Rugby Colony | |
Location | TN 52 Rugby, Tennessee |
---|---|
Nearest city | Huntsville, Tennessee |
Coordinates | 36°21′40″N 84°42′1″W / 36.36111°N 84.70028°W |
Area | 525 acres (212 ha) |
Built | 1880 |
Architectural style | Gothic |
NRHP reference No. | 72001249 |
Added to NRHP | April 26, 1972 |
Rugby is an unincorporated community in Morgan and Scott counties in the U.S. state of Tennessee. Founded in 1880 by English author Thomas Hughes, Rugby was built as an experimental utopian colony. While Hughes's experiment largely failed, a small community lingered at Rugby throughout the 20th century. In the 1960s, residents, friends and descendants of Rugby began restoring the original design and layout of the community, preserving surviving structures and reconstructing others. Rugby's Victorian architecture and picturesque setting have since made it a popular tourist attraction. In 1972, Rugby's historic area was listed under the name Rugby Colony on the National Register of Historic Places as a historic district.[1]
The Rugby experiment grew out of the social and economic conditions of Victorian England, where the practice of primogeniture and an economic depression had left many of the "second sons" of the English gentry jobless and idle. Hughes envisioned Rugby as a colony where England's second sons would have a chance to own land and be free of social and moral ills that plagued late-19th-century English cities. The colony would reject late Victorian materialism in favor of the Christian socialist ideals of equality and cooperation espoused in Hughes's Tom Brown's School Days.[2]
From the outset, however, the colony was beset with problems, namely a typhoid epidemic in 1881, lawsuits over land titles, and a population unaccustomed to the hard manual labor required to extract crops from the poor soil of the Cumberland Plateau. By late 1887, most of the original colonists had either died or moved away from Rugby.[3] However, a few carried on into the 20th century and the village retained a small, continuous population.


> [What you are asked to do]: Pull out each line of the records holding the string "ffffff".

> [Record excerpts]:
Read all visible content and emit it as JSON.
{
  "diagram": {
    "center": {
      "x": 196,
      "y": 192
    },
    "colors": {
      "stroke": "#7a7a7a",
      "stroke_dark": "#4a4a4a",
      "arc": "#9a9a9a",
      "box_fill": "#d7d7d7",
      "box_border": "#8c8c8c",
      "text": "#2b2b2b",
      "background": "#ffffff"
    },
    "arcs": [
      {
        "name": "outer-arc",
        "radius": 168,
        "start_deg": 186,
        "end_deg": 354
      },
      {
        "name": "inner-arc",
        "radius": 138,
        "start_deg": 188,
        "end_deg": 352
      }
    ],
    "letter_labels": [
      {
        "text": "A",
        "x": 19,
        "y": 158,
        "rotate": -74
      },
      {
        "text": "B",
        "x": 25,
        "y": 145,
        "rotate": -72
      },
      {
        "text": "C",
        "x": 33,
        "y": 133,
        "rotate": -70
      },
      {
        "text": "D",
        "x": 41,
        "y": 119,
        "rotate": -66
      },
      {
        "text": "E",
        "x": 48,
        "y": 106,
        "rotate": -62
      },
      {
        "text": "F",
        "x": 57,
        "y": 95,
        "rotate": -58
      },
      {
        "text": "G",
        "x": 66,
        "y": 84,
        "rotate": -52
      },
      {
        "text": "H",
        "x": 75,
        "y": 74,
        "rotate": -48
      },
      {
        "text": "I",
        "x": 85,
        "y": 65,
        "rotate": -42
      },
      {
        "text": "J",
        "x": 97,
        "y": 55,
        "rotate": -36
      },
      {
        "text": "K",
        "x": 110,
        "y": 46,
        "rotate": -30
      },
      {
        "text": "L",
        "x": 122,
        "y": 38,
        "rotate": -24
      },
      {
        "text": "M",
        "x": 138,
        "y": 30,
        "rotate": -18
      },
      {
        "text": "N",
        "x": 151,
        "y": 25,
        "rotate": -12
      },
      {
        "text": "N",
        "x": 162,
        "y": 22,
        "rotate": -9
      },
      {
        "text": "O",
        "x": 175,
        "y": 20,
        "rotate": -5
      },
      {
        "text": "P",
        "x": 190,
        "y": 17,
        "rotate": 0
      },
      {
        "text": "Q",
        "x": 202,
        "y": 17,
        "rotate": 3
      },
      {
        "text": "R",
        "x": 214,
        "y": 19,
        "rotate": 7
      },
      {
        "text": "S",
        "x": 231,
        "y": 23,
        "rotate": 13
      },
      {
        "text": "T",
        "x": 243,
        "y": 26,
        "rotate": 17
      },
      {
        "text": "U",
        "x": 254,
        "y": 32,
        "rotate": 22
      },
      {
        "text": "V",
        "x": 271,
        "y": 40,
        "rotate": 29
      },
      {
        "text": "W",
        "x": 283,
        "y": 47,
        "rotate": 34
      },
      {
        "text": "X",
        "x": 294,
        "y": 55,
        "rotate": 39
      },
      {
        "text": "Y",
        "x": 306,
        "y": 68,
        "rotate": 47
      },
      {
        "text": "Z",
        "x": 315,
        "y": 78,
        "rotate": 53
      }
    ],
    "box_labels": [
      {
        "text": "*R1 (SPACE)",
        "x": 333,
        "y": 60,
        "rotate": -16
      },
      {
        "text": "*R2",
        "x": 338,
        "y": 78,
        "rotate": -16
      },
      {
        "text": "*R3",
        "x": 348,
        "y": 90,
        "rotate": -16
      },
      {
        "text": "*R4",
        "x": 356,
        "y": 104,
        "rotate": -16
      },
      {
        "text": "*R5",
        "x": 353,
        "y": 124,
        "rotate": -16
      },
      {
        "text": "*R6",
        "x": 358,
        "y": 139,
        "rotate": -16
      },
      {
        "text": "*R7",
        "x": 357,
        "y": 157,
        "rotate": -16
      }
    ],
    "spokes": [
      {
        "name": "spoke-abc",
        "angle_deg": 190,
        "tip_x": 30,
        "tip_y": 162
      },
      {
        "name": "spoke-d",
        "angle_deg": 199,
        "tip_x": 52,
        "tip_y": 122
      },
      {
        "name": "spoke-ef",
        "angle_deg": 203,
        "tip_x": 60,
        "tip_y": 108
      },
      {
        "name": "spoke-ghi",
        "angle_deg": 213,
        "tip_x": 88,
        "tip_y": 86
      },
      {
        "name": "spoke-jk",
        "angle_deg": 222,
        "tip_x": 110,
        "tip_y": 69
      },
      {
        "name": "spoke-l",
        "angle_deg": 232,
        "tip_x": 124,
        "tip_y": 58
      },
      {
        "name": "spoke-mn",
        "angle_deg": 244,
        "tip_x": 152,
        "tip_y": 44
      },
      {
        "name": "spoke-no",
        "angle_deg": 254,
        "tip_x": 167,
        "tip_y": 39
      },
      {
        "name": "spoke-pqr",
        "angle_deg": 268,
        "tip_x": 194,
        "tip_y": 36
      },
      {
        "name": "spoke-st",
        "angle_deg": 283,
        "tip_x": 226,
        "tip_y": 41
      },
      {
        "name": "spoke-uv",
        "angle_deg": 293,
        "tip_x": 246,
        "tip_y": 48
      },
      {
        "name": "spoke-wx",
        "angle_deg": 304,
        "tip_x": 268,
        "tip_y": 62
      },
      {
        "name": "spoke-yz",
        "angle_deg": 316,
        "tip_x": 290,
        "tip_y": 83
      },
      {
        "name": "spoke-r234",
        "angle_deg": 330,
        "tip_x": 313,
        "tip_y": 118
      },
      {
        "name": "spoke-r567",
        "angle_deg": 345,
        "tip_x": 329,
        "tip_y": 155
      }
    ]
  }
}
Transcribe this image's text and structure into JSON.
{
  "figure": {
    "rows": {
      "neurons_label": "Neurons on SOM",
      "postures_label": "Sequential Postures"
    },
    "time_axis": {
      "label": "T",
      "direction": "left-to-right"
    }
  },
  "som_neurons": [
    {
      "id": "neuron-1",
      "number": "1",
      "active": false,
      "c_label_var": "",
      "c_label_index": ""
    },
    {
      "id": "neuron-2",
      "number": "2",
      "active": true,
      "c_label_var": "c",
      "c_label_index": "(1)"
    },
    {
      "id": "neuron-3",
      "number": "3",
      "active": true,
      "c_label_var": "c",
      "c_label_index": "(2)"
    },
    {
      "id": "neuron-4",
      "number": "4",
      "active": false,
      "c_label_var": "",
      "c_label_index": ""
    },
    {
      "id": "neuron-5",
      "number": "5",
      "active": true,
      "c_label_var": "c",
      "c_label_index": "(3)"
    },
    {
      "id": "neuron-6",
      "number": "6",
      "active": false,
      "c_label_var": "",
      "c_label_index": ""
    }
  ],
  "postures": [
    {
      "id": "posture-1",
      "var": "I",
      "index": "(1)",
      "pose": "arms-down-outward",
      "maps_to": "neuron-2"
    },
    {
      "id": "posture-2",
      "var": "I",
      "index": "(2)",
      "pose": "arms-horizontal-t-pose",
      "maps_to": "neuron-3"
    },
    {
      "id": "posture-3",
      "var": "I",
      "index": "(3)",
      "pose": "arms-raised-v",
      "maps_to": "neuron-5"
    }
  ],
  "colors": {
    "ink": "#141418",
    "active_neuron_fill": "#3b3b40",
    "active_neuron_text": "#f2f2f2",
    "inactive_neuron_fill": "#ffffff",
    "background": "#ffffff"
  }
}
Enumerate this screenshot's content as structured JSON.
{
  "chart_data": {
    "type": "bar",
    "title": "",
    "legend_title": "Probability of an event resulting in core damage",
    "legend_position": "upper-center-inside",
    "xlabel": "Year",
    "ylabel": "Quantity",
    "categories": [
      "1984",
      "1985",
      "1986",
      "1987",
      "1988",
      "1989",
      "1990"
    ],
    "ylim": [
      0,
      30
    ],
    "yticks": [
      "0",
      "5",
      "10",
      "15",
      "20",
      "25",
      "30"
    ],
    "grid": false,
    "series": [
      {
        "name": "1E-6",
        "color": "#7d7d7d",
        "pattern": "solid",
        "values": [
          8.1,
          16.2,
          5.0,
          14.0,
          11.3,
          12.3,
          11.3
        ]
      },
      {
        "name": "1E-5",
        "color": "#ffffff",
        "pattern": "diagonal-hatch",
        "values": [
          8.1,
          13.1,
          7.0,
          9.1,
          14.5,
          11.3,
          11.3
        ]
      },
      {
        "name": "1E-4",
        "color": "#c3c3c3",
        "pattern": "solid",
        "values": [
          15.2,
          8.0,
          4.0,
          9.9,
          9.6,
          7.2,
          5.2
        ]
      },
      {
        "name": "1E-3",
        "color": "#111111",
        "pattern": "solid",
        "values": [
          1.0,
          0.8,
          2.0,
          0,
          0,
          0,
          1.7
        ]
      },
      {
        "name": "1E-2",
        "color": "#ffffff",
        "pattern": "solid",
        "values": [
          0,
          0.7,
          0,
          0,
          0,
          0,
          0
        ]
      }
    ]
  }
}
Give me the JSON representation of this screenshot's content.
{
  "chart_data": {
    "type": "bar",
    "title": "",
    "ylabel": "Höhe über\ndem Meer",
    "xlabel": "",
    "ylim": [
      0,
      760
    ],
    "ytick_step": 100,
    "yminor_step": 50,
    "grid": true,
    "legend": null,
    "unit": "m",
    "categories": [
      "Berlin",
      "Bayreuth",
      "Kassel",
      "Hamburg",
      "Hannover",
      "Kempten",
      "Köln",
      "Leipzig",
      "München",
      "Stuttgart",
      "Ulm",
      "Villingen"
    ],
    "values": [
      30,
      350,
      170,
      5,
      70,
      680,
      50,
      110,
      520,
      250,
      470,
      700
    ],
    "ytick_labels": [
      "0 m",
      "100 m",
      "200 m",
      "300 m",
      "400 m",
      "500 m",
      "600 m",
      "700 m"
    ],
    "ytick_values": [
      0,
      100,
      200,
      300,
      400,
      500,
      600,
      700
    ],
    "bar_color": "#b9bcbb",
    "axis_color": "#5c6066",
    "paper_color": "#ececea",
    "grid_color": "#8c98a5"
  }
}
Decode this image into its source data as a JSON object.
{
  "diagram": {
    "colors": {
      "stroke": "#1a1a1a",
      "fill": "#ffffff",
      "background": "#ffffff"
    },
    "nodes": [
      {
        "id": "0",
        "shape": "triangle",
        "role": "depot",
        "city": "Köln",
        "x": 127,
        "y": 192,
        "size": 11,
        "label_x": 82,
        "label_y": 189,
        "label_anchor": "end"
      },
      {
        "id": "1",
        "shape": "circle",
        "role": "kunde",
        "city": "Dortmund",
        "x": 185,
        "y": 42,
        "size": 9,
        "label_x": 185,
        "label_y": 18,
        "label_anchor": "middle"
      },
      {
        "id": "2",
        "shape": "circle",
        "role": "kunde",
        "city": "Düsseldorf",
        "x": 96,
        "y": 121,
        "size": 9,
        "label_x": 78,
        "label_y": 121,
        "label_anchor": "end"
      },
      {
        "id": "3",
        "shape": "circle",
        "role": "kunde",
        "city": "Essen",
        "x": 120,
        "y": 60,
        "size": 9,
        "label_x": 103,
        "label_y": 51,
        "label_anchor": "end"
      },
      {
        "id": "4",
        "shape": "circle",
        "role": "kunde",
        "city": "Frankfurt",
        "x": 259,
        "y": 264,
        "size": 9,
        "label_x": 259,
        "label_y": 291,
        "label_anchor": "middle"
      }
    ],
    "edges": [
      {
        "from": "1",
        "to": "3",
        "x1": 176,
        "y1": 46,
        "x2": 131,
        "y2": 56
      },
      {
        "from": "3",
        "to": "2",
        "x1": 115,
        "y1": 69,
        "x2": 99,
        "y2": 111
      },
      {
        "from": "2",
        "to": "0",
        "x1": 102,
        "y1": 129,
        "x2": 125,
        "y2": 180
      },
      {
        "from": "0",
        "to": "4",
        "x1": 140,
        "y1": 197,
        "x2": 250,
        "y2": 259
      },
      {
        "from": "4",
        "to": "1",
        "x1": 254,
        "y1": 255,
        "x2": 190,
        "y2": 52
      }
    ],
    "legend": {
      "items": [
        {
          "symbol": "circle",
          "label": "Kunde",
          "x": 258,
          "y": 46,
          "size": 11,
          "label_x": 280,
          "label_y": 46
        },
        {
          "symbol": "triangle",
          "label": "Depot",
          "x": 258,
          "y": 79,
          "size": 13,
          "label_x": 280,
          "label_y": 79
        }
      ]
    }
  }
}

> [Response]:
      "background": "#ffffff"
    "inactive_neuron_fill": "#ffffff",
    "background": "#ffffff"
        "color": "#ffffff",
        "color": "#ffffff",
      "fill": "#ffffff",
      "background": "#ffffff"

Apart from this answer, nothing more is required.